See the complete Ohnesorge paper and his reconstruction of Newton’s derivation at go.aps.org/geodesy. Learn more about Ohnesorge’s research at mohnesorghps.com.
Remarks
[i] The only published discussions about the methodological importance of the work can be found in Schliesser and Smith 2000 and Smith 2014, which do not reconstruct Newton’s derivation. Todhunter 1873 and Greenberg 1996 discuss the derivation in plain language, without methodological contextualization. Chandrasekhar 2003 also reconstructs the derivation in modern algebra, which contains some minor but confusing errors and ambiguities. [ii] Newton’s derivation for the attraction of perfectly spherical and spherical compound bodies is given in Book 1, Prop. 91, Coroll. 1 and 2 and reconstructed in its original notation at go.aps.org/geodesy.quotes
[1] Christian Huygens, “Discours de La Cause de La Pesanteur”, in Traité de Lumierè Avec Discours de La Cause de La Pesanteur, ed. Christian Huygens (Leiden: Pierre Vander, 1690). [2] The Principia: Mathematical Principles of Natural Philosophy, trans. Bernhard Cohen and Ann Whitman (Univ. of California Press, 1999). [3] isaac newton, De Moto Corporum Liber Secundus (Cambridge Univ.
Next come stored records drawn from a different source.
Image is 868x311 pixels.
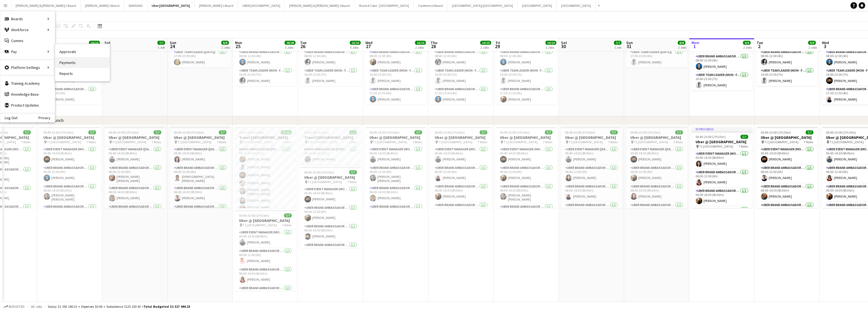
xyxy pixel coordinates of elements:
[413,0,447,11] button: Conference Board
[354,0,413,11] button: Share A Coke - [GEOGRAPHIC_DATA]
[22,140,31,144] span: 7 Roles
[55,57,110,68] a: Payments
[804,140,813,144] span: 7 Roles
[626,135,687,140] h3: Uber @ [GEOGRAPHIC_DATA]
[350,46,361,49] div: 3 Jobs
[561,183,622,202] app-card-role: UBER Brand Ambassador ([DATE])1/106:00-14:30 (8h30m)[PERSON_NAME]
[170,127,231,208] app-job-card: 05:45-23:00 (17h15m)7/7Uber @ [GEOGRAPHIC_DATA] T1 [GEOGRAPHIC_DATA]7 RolesUBER Event Manager ([D...
[300,223,361,242] app-card-role: UBER Brand Ambassador ([PERSON_NAME])1/106:00-14:30 (8h30m)[PERSON_NAME]
[761,130,791,135] span: 05:45-23:00 (17h15m)
[235,285,296,303] app-card-role: UBER Brand Ambassador ([PERSON_NAME])1/107:00-13:00 (6h)
[152,140,161,144] span: 7 Roles
[495,43,500,49] span: 29
[170,40,176,45] span: Sun
[546,41,557,45] span: 10/10
[826,130,856,135] span: 05:45-23:00 (17h15m)
[300,127,361,165] app-job-card: 00:15-00:30 (15m)1/1Travel [GEOGRAPHIC_DATA] [GEOGRAPHIC_DATA]1 RoleBrand Ambassador ([PERSON_NAM...
[504,140,538,144] span: T1 [GEOGRAPHIC_DATA]
[413,140,422,144] span: 7 Roles
[105,135,166,140] h3: Uber @ [GEOGRAPHIC_DATA]
[349,130,357,135] span: 1/1
[105,146,166,165] app-card-role: UBER Event Manager ([DATE])1/105:45-14:30 (8h45m)[PERSON_NAME]
[821,43,829,49] span: 3
[496,25,557,105] div: 08:00-23:00 (15h)3/3Uber @ [MEDICAL_DATA][GEOGRAPHIC_DATA] [GEOGRAPHIC_DATA]3 RolesUBER Brand Amb...
[500,130,530,135] span: 05:45-23:00 (17h15m)
[614,46,621,49] div: 1 Job
[496,127,557,208] div: 05:45-23:00 (17h15m)7/7Uber @ [GEOGRAPHIC_DATA] T1 [GEOGRAPHIC_DATA]7 RolesUBER Event Manager (Mo...
[174,130,204,135] span: 05:45-23:00 (17h15m)
[235,146,296,278] app-card-role: Brand Ambassador ([PERSON_NAME])15/1500:15-00:30 (15m)[PERSON_NAME][PERSON_NAME][PERSON_NAME][PER...
[757,165,817,183] app-card-role: UBER Brand Ambassador ([PERSON_NAME])1/106:00-12:00 (6h)[PERSON_NAME]
[55,46,110,57] a: Approvals
[569,140,603,144] span: T1 [GEOGRAPHIC_DATA]
[109,130,139,135] span: 05:45-23:00 (17h15m)
[300,167,361,247] div: 05:45-23:00 (17h15m)7/7Uber @ [GEOGRAPHIC_DATA] T1 [GEOGRAPHIC_DATA]7 RolesUBER Event Manager (Mo...
[691,187,752,206] app-card-role: UBER Brand Ambassador ([PERSON_NAME])1/106:00-14:30 (8h30m)[PERSON_NAME]
[431,86,491,105] app-card-role: UBER Brand Ambassador ([PERSON_NAME])1/117:30-21:30 (4h)[PERSON_NAME]
[304,170,335,174] span: 05:45-23:00 (17h15m)
[0,35,55,46] a: Comms
[431,25,491,105] div: 08:00-23:00 (15h)3/3Uber @ [MEDICAL_DATA][GEOGRAPHIC_DATA] [GEOGRAPHIC_DATA]3 RolesUBER Brand Amb...
[614,41,622,45] span: 7/7
[543,140,552,144] span: 7 Roles
[300,25,361,86] app-job-card: 08:00-23:00 (15h)2/2Uber @ [MEDICAL_DATA][GEOGRAPHIC_DATA] [GEOGRAPHIC_DATA]2 RolesUBER Brand Amb...
[283,223,291,227] span: 7 Roles
[634,140,668,144] span: T1 [GEOGRAPHIC_DATA]
[757,202,817,221] app-card-role: UBER Brand Ambassador ([PERSON_NAME])1/107:00-13:00 (6h)
[300,242,361,260] app-card-role: UBER Brand Ambassador ([PERSON_NAME])1/107:00-13:00 (6h)
[284,213,291,217] span: 7/7
[239,213,270,217] span: 05:45-23:00 (17h15m)
[365,40,372,45] span: Wed
[496,135,557,140] h3: Uber @ [GEOGRAPHIC_DATA]
[48,304,190,308] div: Salary $1 392 240.31 + Expenses $0.00 + Subsistence $125 203.92 =
[9,304,25,308] span: Budgeted
[675,130,683,135] span: 7/7
[217,140,226,144] span: 7 Roles
[350,41,361,45] span: 10/10
[415,46,426,49] div: 2 Jobs
[447,0,517,11] button: [GEOGRAPHIC_DATA]/[GEOGRAPHIC_DATA]
[169,43,176,49] span: 24
[235,229,296,247] app-card-role: UBER Event Manager (Mon - Fri)1/105:45-14:30 (8h45m)[PERSON_NAME]
[431,135,491,140] h3: Uber @ [GEOGRAPHIC_DATA]
[170,49,231,67] app-card-role: Uber Team Leader ([DATE])1/117:00-23:00 (6h)[PERSON_NAME]
[105,203,166,222] app-card-role: UBER Brand Ambassador ([DATE])1/1
[219,130,226,135] span: 7/7
[235,210,296,291] div: 05:45-23:00 (17h15m)7/7Uber @ [GEOGRAPHIC_DATA] T1 [GEOGRAPHIC_DATA]7 RolesUBER Event Manager (Mo...
[235,266,296,285] app-card-role: UBER Brand Ambassador ([PERSON_NAME])1/106:00-14:30 (8h30m)[PERSON_NAME]
[105,185,166,203] app-card-role: UBER Brand Ambassador ([DATE])1/106:00-14:30 (8h30m)[PERSON_NAME]
[431,165,491,183] app-card-role: UBER Brand Ambassador ([PERSON_NAME])1/106:00-12:00 (6h)[PERSON_NAME]
[561,135,622,140] h3: Uber @ [GEOGRAPHIC_DATA]
[39,127,100,208] app-job-card: 05:45-23:00 (17h15m)7/7Uber @ [GEOGRAPHIC_DATA] T1 [GEOGRAPHIC_DATA]7 RolesUBER Event Manager (Mo...
[481,46,491,49] div: 2 Jobs
[235,127,296,208] div: 00:15-00:30 (15m)19/19Travel [GEOGRAPHIC_DATA] [GEOGRAPHIC_DATA]2 RolesBrand Ambassador ([PERSON_...
[496,203,557,222] app-card-role: UBER Brand Ambassador ([PERSON_NAME])1/1
[158,46,165,49] div: 1 Job
[11,0,81,11] button: [PERSON_NAME] & [PERSON_NAME]'s Board
[234,43,242,49] span: 25
[235,218,296,223] h3: Uber @ [GEOGRAPHIC_DATA]
[299,43,306,49] span: 26
[830,140,864,144] span: T1 [GEOGRAPHIC_DATA]
[691,206,752,225] app-card-role: UBER Brand Ambassador ([PERSON_NAME])1/1
[364,43,372,49] span: 27
[300,67,361,86] app-card-role: Uber Team Leader (Mon - Fri)1/116:00-23:00 (7h)[PERSON_NAME]
[691,127,752,208] app-job-card: In progress05:45-23:00 (17h15m)7/7Uber @ [GEOGRAPHIC_DATA] T1 [GEOGRAPHIC_DATA]7 RolesUBER Event ...
[496,146,557,165] app-card-role: UBER Event Manager (Mon - Fri)1/105:45-14:30 (8h45m)[PERSON_NAME]
[0,62,55,73] div: Platform Settings
[170,165,231,185] app-card-role: UBER Brand Ambassador ([DATE])1/106:00-12:00 (6h)[DEMOGRAPHIC_DATA][PERSON_NAME]
[0,116,17,120] a: Log Out
[365,185,426,203] app-card-role: UBER Brand Ambassador ([PERSON_NAME])1/106:00-14:30 (8h30m)[PERSON_NAME]
[365,67,426,86] app-card-role: Uber Team Leader (Mon - Fri)1/116:00-23:00 (7h)[PERSON_NAME]
[235,49,296,67] app-card-role: UBER Brand Ambassador ([PERSON_NAME])1/108:00-12:00 (4h)[PERSON_NAME]
[691,127,752,132] div: In progress
[369,130,400,135] span: 05:45-23:00 (17h15m)
[239,130,264,135] span: 00:15-00:30 (15m)
[43,130,74,135] span: 05:45-23:00 (17h15m)
[496,49,557,67] app-card-role: UBER Brand Ambassador ([PERSON_NAME])1/108:00-12:00 (4h)[PERSON_NAME]
[740,135,748,139] span: 7/7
Library, MS Add. 3990, 1685). [4] isaac todhunter, A history of the mathematical theories of attraction and the shape of the earth, from the time of Newton to that of LaplaceVol. 1 (London: Macmillan, 1873). [5] Eric Schliesser and George E. Smith, “Huygens’ 1688 Report to the Directors of the Dutch East India Company on the Measurement of Longitude at Sea and the Evidence It Offered Against Universal Gravity”, preprint (2000). [6] Cotes to Newton, The Correspondence of Isaac NewtonVol. 5 (1712): 232-236. [7] World Geodetic System (WGS) 84 model. [8] George E. Smith, “Essay Review: Chandrasekhar’s Principia: Newton’s Principia for the Ordinary Reader,” Journal of the History of Astronomy 27, Vol. 4 (1996): 353-62. [9] Miguel Ohnesorge, “Pluralizing Measurement: The Measurement Problem of Physical Geodesy and Its Solution, 1880-1924”, Studies in the history and philosophy of science part A (upcoming). [10] A. Sommerfeld and Samuel Oppenheim, Encyclopedia of the Mathematical Sciences including their Applications: Fifth Volume: Physics (Vieweg+Teubner Verlag, 1926).other sources
Subrahmanyan Chandrasekhar, Newton’s Principia for the ordinary reader (Clarendon Press, 2003).
Alexis Claude Clairaut, “I. An Inquiry into the Number of Such Planets Revolving About an Axis” Philosophical Transactions of the Royal Society of London 40, 449 (1738): 277-306.
John Greenberg, “Isaac Newton and the Problem of the Shape of the Earth”. Archives for the History of the Exact Sciences 49, Vol. 4 (1996): 371-91.
Maria Terrall, The Man Who Flattened the Earth: Maupertuis and the Sciences of the Enlightenment (Univ. of Chicago Press, 2002).
The Mathematical Works of Isaac NewtonEd. Derek Thomas Whiteside, Vol. 6 (Cambridge University Press, 1974).
“Closing the Loop: Testing Newtonian Gravity, Then and Now”, in Newton and empiricismeds. Zvi Biener and Eric Schliesser, vols. 262–353 (Oxford Univ. Press, 2014).